Best Practices for Grant Writing at UO

DO…

Dig into the guidelines.

  • Grant guidelines stipulate every element necessary to your proposal, including the criteria reviewers will use to evaluate your application. Ask Research Development Services, Sponsored Project Services, or the funding Program Officer if you have questions about requirements.

Contact program officer/ Foundation Relations.

  • If you are applying to a federal funder like NIH or NSF, email a 1-page summary of your project and ask for a telephone or video meeting to discuss your plan to be sure it is a fit with their program. Please reach out to RDS for feedback on your initial prospectus before sharing with the PO to get valuable feedback on structure, content, etc. If applying to a private foundation, talk to UO’s Foundation Relations, as they are the stewards between the university and the foundation officers, and help facilitate connections and introductions.

Organize your narrative and yourself.

  • Checklists: Use one of RDS’s checklists, ask RDS to create one for you, or create your own. Use the checklist to make sure you are including all required proposal elements, and to provide yourself a timeframe for completing each element. RDS also has templates and facilities boilerplate for your use.
  • Outline: Map out the full narrative. Include each section and related review criteria required by the guidelines. If the funder has specific foci, make sure they are addressed. Create a logical flow and be sure to address every required element.
  • Headings in the narrative: Write for the distracted reviewer. Reviewers have competing priorities when contributing service to peer review, so always use clear headings that match the wording found in the guidelines (e.g., Overview, Specific Aims, Approach, Objectives, Outcomes).

Write persuasively.

  • Grant writing is not expository. Your aim is to convince the funder that you deserve their limited funds more than the hundreds of other applicants do.
    • State the need: Describe the current gap in knowledge and the value of addressing this gap, as well as the negative consequences of failing to address that particular challenge. Persuade the reviewer that the gap needs to be filled in order to reach the specific goals of the funder and advance the field.
    • Sell yourself and your research: Convince the funder that you are the best person to fill this gap in understanding. What experiences, training, and background make you particularly well-suited to lead this work?
    • Tie your project to funder’s foci: Make sure you are always showing how your project fits within this funder’s own goals. A brilliant project for one funder might fall flat with another who has completely different research priorities or goals for philanthropy.

Start early with UO internal processes.

DON’T…

Write as you would for a scholarly article.

  • Grant writing is persuasive and has a particular form and style. Use citations and data to support your persuasive argument that your academic field has 1) a gap in knowledge, 2) that needs to be filled, 3) you’re the one to fill it, and 4) that the world will be a better place in a specific way, once the gap is filled.

Assume the reviewers have the same knowledge as you.

  • Your research is specialized to you, and though reviewers should understand your area generally, do not count on them understanding the nuance. Define terms and acronyms. Avoid jargon where possible.

Turn in a proposal without another pair of eyes on it.

  • RDS staff will happily review your material as many times as you like, with an aim of making it as strong a grant proposal as possible. RDS also has funds to support an external review by a content expert to make sure your research arguments and aims are spot on.

Wait until the last minute to work on other elements of the proposal.

  • Use a timeline to plan early in the process. When writing, the research narrative may be the most interesting to you, but the other pieces of your application are often reviewed and scored as well. Don’t neglect them to the last minute.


» **YOUR ASSIGNMENT**: Where does the string "remotely" occur in the records below? Copy every line that holds it.

» **Website and app data records**:

Segment Open

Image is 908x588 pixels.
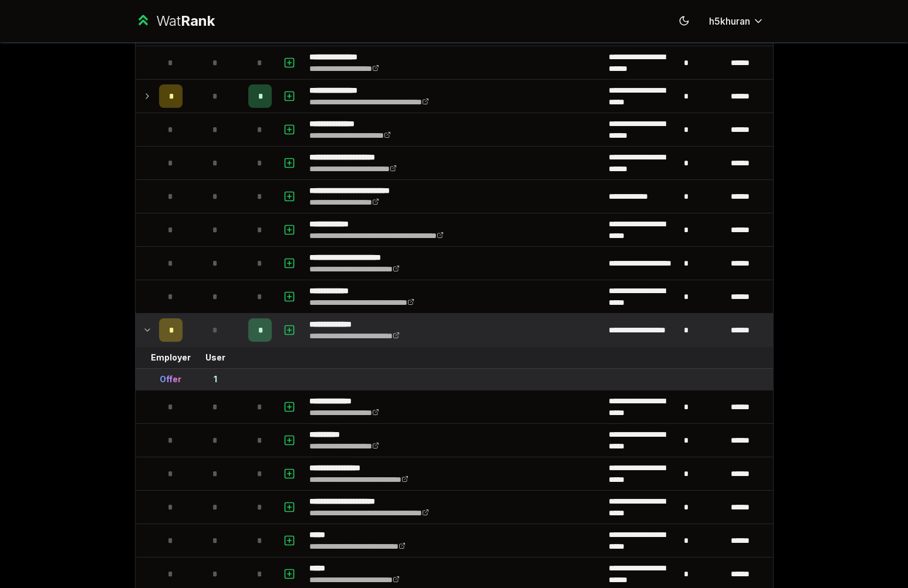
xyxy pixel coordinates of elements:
div: Wat [156,11,214,30]
td: Employer [154,347,187,368]
td: User [187,347,244,368]
span: h5khuran [709,14,750,28]
div: 1 [214,374,217,385]
div: Offer [159,374,181,385]
span: Rank [181,12,214,30]
a: WatRank [135,11,215,30]
button: h5khuran [700,11,774,32]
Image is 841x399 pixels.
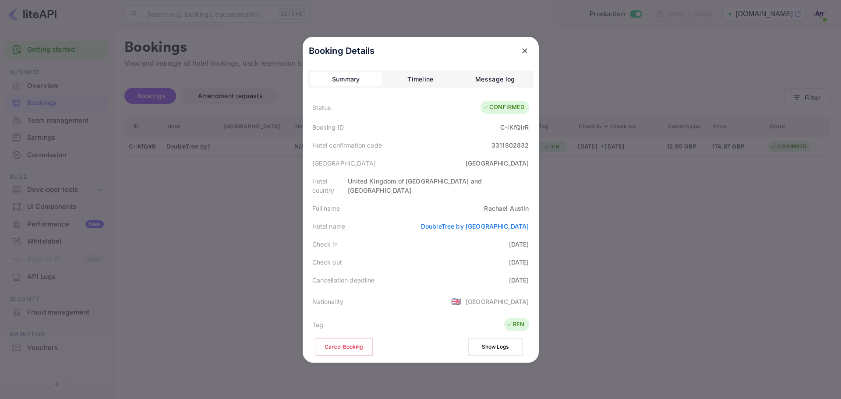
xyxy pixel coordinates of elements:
div: Booking ID [312,123,344,132]
div: [GEOGRAPHIC_DATA] [312,159,376,168]
div: Message log [475,74,515,85]
button: Message log [459,72,531,86]
button: Summary [310,72,382,86]
div: Rachael Austin [484,204,529,213]
div: 3311802832 [491,141,529,150]
div: [GEOGRAPHIC_DATA] [466,297,529,306]
p: Booking Details [309,44,375,57]
div: [DATE] [509,258,529,267]
div: Hotel confirmation code [312,141,382,150]
div: Cancellation deadline [312,276,375,285]
div: Nationality [312,297,344,306]
button: Cancel Booking [315,338,373,356]
span: United States [451,293,461,309]
div: [DATE] [509,276,529,285]
div: United Kingdom of [GEOGRAPHIC_DATA] and [GEOGRAPHIC_DATA] [348,177,529,195]
div: Timeline [407,74,433,85]
div: Tag [312,320,323,329]
div: [DATE] [509,240,529,249]
div: CONFIRMED [483,103,524,112]
button: close [517,43,533,59]
div: [GEOGRAPHIC_DATA] [466,159,529,168]
div: Hotel name [312,222,346,231]
div: Summary [332,74,360,85]
button: Timeline [384,72,457,86]
button: Show Logs [468,338,523,356]
a: DoubleTree by [GEOGRAPHIC_DATA] [421,223,529,230]
div: RFN [506,320,524,329]
div: Check in [312,240,338,249]
div: Status [312,103,331,112]
div: C-iKfQlrR [500,123,529,132]
div: Hotel country [312,177,348,195]
div: Full name [312,204,340,213]
div: Check out [312,258,342,267]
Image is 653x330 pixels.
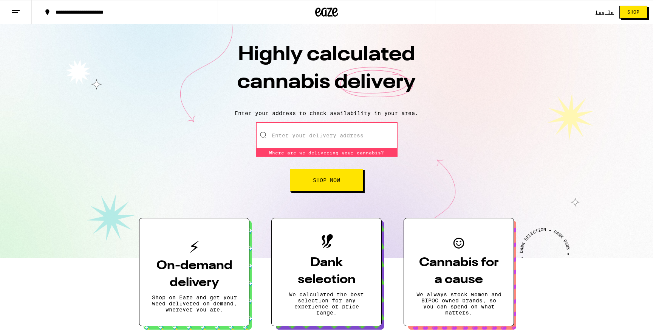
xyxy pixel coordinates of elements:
[628,10,640,14] span: Shop
[596,10,614,15] a: Log In
[620,6,648,19] button: Shop
[404,218,514,326] button: Cannabis for a causeWe always stock women and BIPOC owned brands, so you can spend on what matters.
[416,254,502,288] h3: Cannabis for a cause
[256,149,398,157] div: Where are we delivering your cannabis?
[152,294,237,312] p: Shop on Eaze and get your weed delivered on demand, wherever you are.
[290,169,363,191] button: Shop Now
[8,110,646,116] p: Enter your address to check availability in your area.
[284,291,369,315] p: We calculated the best selection for any experience or price range.
[416,291,502,315] p: We always stock women and BIPOC owned brands, so you can spend on what matters.
[194,41,459,104] h1: Highly calculated cannabis delivery
[256,122,398,149] input: Enter your delivery address
[614,6,653,19] a: Shop
[284,254,369,288] h3: Dank selection
[271,218,382,326] button: Dank selectionWe calculated the best selection for any experience or price range.
[152,257,237,291] h3: On-demand delivery
[139,218,250,326] button: On-demand deliveryShop on Eaze and get your weed delivered on demand, wherever you are.
[313,177,340,183] span: Shop Now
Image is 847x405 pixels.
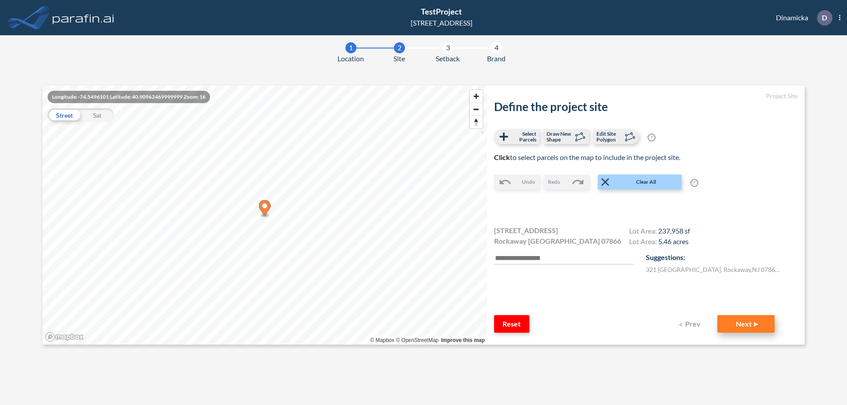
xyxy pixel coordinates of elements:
a: OpenStreetMap [396,337,438,344]
span: Edit Site Polygon [596,131,622,142]
button: Reset [494,315,529,333]
span: 237,958 sf [658,227,690,235]
button: Zoom in [470,90,483,103]
span: ? [647,134,655,142]
button: Reset bearing to north [470,116,483,128]
img: logo [51,9,116,26]
button: Prev [673,315,708,333]
p: Suggestions: [646,252,797,263]
span: Site [393,53,405,64]
div: 3 [442,42,453,53]
div: [STREET_ADDRESS] [411,18,472,28]
div: 4 [491,42,502,53]
span: TestProject [421,7,462,16]
button: Clear All [598,175,681,190]
span: Redo [548,178,560,186]
span: Setback [436,53,460,64]
div: Dinamicka [763,10,840,26]
div: 2 [394,42,405,53]
h4: Lot Area: [629,237,690,248]
span: [STREET_ADDRESS] [494,225,558,236]
b: Click [494,153,510,161]
div: 1 [345,42,356,53]
label: 321 [GEOGRAPHIC_DATA] , Rockaway , NJ 07866 , US [646,265,782,274]
h5: Project Site [494,93,797,100]
span: ? [690,179,698,187]
h2: Define the project site [494,100,797,114]
a: Improve this map [441,337,485,344]
span: Brand [487,53,505,64]
button: Next [717,315,775,333]
span: Draw New Shape [546,131,573,142]
div: Map marker [259,200,271,218]
div: Sat [81,109,114,122]
button: Undo [494,175,539,190]
span: Rockaway [GEOGRAPHIC_DATA] 07866 [494,236,621,247]
span: Location [337,53,364,64]
span: Clear All [612,178,681,186]
a: Mapbox [370,337,394,344]
span: 5.46 acres [658,237,689,246]
div: Street [48,109,81,122]
span: Undo [522,178,535,186]
a: Mapbox homepage [45,332,84,342]
p: D [822,14,827,22]
button: Redo [543,175,589,190]
div: Longitude: -74.5496101 Latitude: 40.90962469999999 Zoom: 16 [48,91,210,103]
h4: Lot Area: [629,227,690,237]
span: to select parcels on the map to include in the project site. [494,153,680,161]
span: Select Parcels [510,131,536,142]
button: Zoom out [470,103,483,116]
canvas: Map [42,86,487,345]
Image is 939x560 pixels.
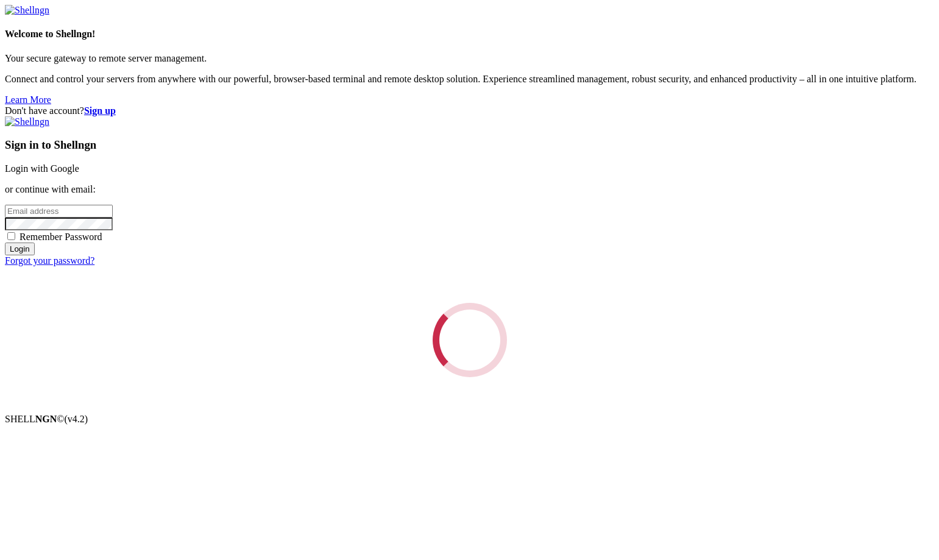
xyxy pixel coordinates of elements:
[8,232,15,240] input: Remember Password
[5,94,51,105] a: Learn More
[5,28,934,40] h4: Welcome to Shellngn!
[418,289,521,391] div: Loading...
[5,205,113,217] input: Email address
[5,74,934,85] p: Connect and control your servers from anywhere with our powerful, browser-based terminal and remo...
[5,116,49,127] img: Shellngn
[5,53,934,64] p: Your secure gateway to remote server management.
[84,106,116,116] a: Sign up
[5,255,95,265] a: Forgot your password?
[65,413,88,424] span: 4.2.0
[5,163,79,174] a: Login with Google
[5,242,35,255] input: Login
[5,138,934,151] h3: Sign in to Shellngn
[5,106,934,116] div: Don't have account?
[5,5,49,16] img: Shellngn
[35,413,57,424] b: NGN
[5,413,88,424] span: SHELL ©
[19,231,102,242] span: Remember Password
[5,184,934,195] p: or continue with email:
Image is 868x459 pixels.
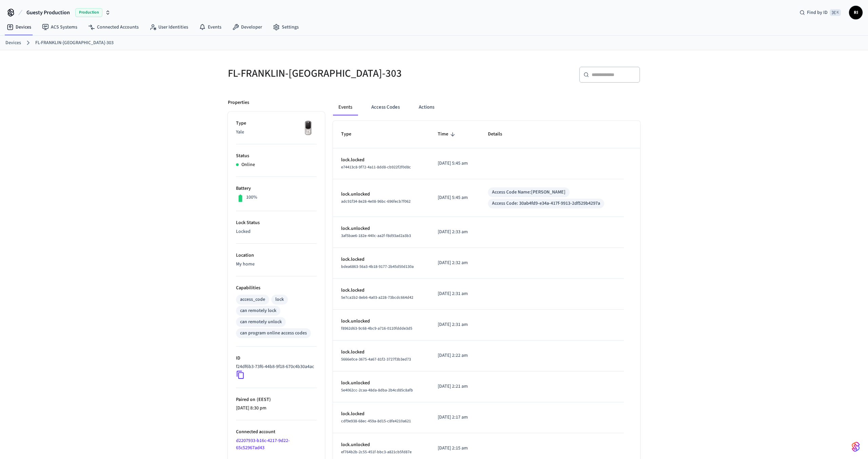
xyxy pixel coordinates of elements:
[83,21,144,33] a: Connected Accounts
[35,39,114,46] a: FL-FRANKLIN-[GEOGRAPHIC_DATA]-303
[413,99,440,115] button: Actions
[236,428,317,435] p: Connected account
[341,387,413,393] span: 5e4062cc-2caa-48da-8dba-2b4cd85c8afb
[228,67,430,80] h5: FL-FRANKLIN-[GEOGRAPHIC_DATA]-303
[341,164,411,170] span: e74413c8-9f72-4a11-8dd8-cb922f2f0d8c
[242,161,255,168] p: Online
[300,120,317,137] img: Yale Assure Touchscreen Wifi Smart Lock, Satin Nickel, Front
[341,225,421,232] p: lock.unlocked
[852,441,860,452] img: SeamLogoGradient.69752ec5.svg
[240,296,265,303] div: access_code
[246,193,258,201] p: 100%
[236,252,317,259] p: Location
[341,418,411,424] span: cdf9e938-68ec-459a-8d15-c8fe4210a621
[236,404,317,411] p: [DATE] 8:30 pm
[236,437,290,451] a: d2207933-b16c-4217-9d22-65c52967ad43
[341,264,413,270] span: bdea6863-56a3-4b18-9177-2b45d50d130a
[275,296,284,303] div: lock
[341,233,411,239] span: 3af5bae6-182e-440c-aa2f-f8d93ad2a3b3
[333,99,640,115] div: ant example
[255,396,271,402] span: ( EEST )
[236,261,317,268] p: My home
[236,285,317,292] p: Capabilities
[492,200,600,207] div: Access Code: 30ab4fd9-e34a-417f-9913-2df529b4297a
[438,445,472,452] p: [DATE] 2:15 am
[341,449,412,455] span: ef764b2b-2c55-451f-bbc3-a821cb5fd87e
[438,414,472,421] p: [DATE] 2:17 am
[794,7,847,18] div: Find by ID⌘ K
[341,441,421,448] p: lock.unlocked
[236,396,317,403] p: Paired on
[488,129,511,139] span: Details
[438,129,457,139] span: Time
[236,219,317,226] p: Lock Status
[807,9,828,16] span: Find by ID
[492,189,566,196] div: Access Code Name: [PERSON_NAME]
[240,307,276,314] div: can remotely lock
[341,191,421,198] p: lock.unlocked
[144,21,193,33] a: User Identities
[341,356,411,362] span: 5666e0ce-3675-4a67-81f2-3727f3b3ed73
[227,21,268,33] a: Developer
[341,287,421,294] p: lock.locked
[341,326,412,331] span: f8962d63-9c68-4bc9-a716-0110fddde3d5
[438,290,472,297] p: [DATE] 2:31 am
[76,8,102,17] span: Production
[438,383,472,390] p: [DATE] 2:21 am
[5,39,21,46] a: Devices
[341,157,421,164] p: lock.locked
[341,198,411,204] span: adc91f34-8e28-4e08-96bc-696fecb7f062
[341,317,421,324] p: lock.unlocked
[240,319,282,326] div: can remotely unlock
[236,363,314,370] p: f24df6b3-73f6-44b8-9f18-670c4b30a4ac
[193,21,227,33] a: Events
[438,352,472,359] p: [DATE] 2:22 am
[236,129,317,136] p: Yale
[1,21,37,33] a: Devices
[341,348,421,355] p: lock.locked
[240,329,307,336] div: can program online access codes
[849,6,863,19] button: RI
[830,9,841,16] span: ⌘ K
[341,295,413,300] span: 5e7ca1b2-8eb6-4a03-a228-73bcdc664d42
[228,99,249,106] p: Properties
[850,7,862,18] span: RI
[236,120,317,127] p: Type
[366,99,405,115] button: Access Codes
[236,185,317,192] p: Battery
[438,229,472,236] p: [DATE] 2:33 am
[236,355,317,362] p: ID
[341,256,421,263] p: lock.locked
[37,21,83,33] a: ACS Systems
[26,8,70,17] span: Guesty Production
[236,152,317,160] p: Status
[341,379,421,386] p: lock.unlocked
[438,259,472,266] p: [DATE] 2:32 am
[236,228,317,235] p: Locked
[268,21,304,33] a: Settings
[341,129,360,139] span: Type
[438,321,472,328] p: [DATE] 2:31 am
[438,194,472,201] p: [DATE] 5:45 am
[438,160,472,167] p: [DATE] 5:45 am
[341,410,421,417] p: lock.locked
[333,99,358,115] button: Events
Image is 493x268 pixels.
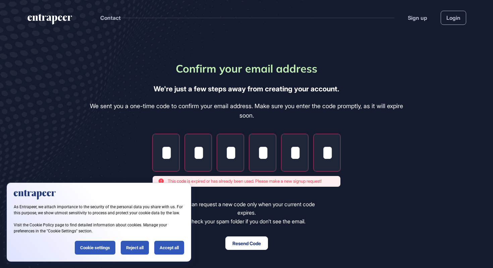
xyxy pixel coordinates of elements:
div: We're just a few steps away from creating your account. [154,83,340,95]
button: Resend Code [225,236,268,250]
div: We sent you a one-time code to confirm your email address. Make sure you enter the code promptly,... [85,101,409,121]
button: Contact [100,13,121,22]
a: Login [441,11,466,25]
div: You can request a new code only when your current code expires. Check your spam folder if you don... [169,200,324,226]
span: This code is expired or has already been used. Please make a new signup request! [168,178,322,185]
div: Confirm your email address [176,60,317,77]
a: entrapeer-logo [27,14,73,27]
a: Sign up [408,14,427,22]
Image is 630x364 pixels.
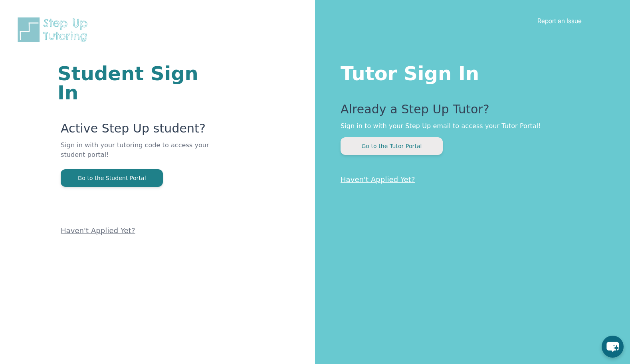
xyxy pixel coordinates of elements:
[58,64,219,102] h1: Student Sign In
[340,142,442,150] a: Go to the Tutor Portal
[340,102,598,122] p: Already a Step Up Tutor?
[60,169,163,187] button: Go to the Student Portal
[60,141,219,169] p: Sign in with your tutoring code to access your student portal!
[340,175,415,184] a: Haven't Applied Yet?
[60,122,219,141] p: Active Step Up student?
[601,335,623,358] button: chat-button
[340,137,442,155] button: Go to the Tutor Portal
[16,16,92,44] img: Step Up Tutoring horizontal logo
[537,17,582,25] a: Report an Issue
[60,174,163,181] a: Go to the Student Portal
[60,226,136,235] a: Haven't Applied Yet?
[340,122,598,131] p: Sign in to with your Step Up email to access your Tutor Portal!
[340,60,598,83] h1: Tutor Sign In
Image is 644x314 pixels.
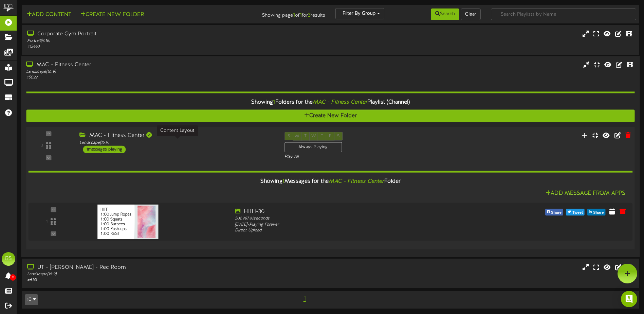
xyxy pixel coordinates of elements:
[25,294,38,305] button: 10
[227,8,330,19] div: Showing page of for results
[300,12,302,18] strong: 1
[26,110,634,123] button: Create New Folder
[571,209,584,217] span: Tweet
[621,291,637,307] div: Open Intercom Messenger
[461,8,481,20] button: Clear
[27,277,274,283] div: # 6141
[308,12,311,18] strong: 3
[80,140,274,145] div: Landscape ( 16:9 )
[26,61,273,69] div: MAC - Fitness Center
[26,75,273,81] div: # 5022
[83,146,126,153] div: 1 messages playing
[328,178,384,185] i: MAC - Fitness Center
[285,154,428,159] div: Play All
[285,142,342,152] div: Always Playing
[1,252,15,266] div: BS
[543,189,627,197] button: Add Message From Apps
[282,178,285,185] span: 1
[235,221,476,227] div: [DATE] - Playing Forever
[591,209,605,217] span: Share
[550,209,563,217] span: Share
[25,10,73,19] button: Add Content
[27,30,274,38] div: Corporate Gym Portrait
[97,205,158,239] img: 89f1af56-fbf2-40b5-9df4-ae7766f874d3.jpg
[273,99,275,105] span: 1
[27,264,274,272] div: UT - [PERSON_NAME] - Rec Room
[235,208,476,216] div: HIIT1-30
[10,274,16,281] span: 0
[235,216,476,221] div: 50698782 seconds
[566,209,585,216] button: Tweet
[27,272,274,277] div: Landscape ( 16:9 )
[23,174,638,189] div: Showing Messages for the Folder
[491,8,636,20] input: -- Search Playlists by Name --
[587,209,605,216] button: Share
[78,10,146,19] button: Create New Folder
[335,8,384,19] button: Filter By Group
[545,209,563,216] button: Share
[27,38,274,44] div: Portrait ( 9:16 )
[293,12,295,18] strong: 1
[26,69,273,75] div: Landscape ( 16:9 )
[302,295,307,303] span: 1
[27,44,274,50] div: # 12440
[235,228,476,233] div: Direct Upload
[313,99,367,105] i: MAC - Fitness Center
[21,95,640,110] div: Showing Folders for the Playlist (Channel)
[80,132,274,140] div: MAC - Fitness Center
[431,8,459,20] button: Search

Segment Closed

» **ANSWER SPACE**:
[240,307,276,314] div: can remotely lock
[240,319,282,326] div: can remotely unlock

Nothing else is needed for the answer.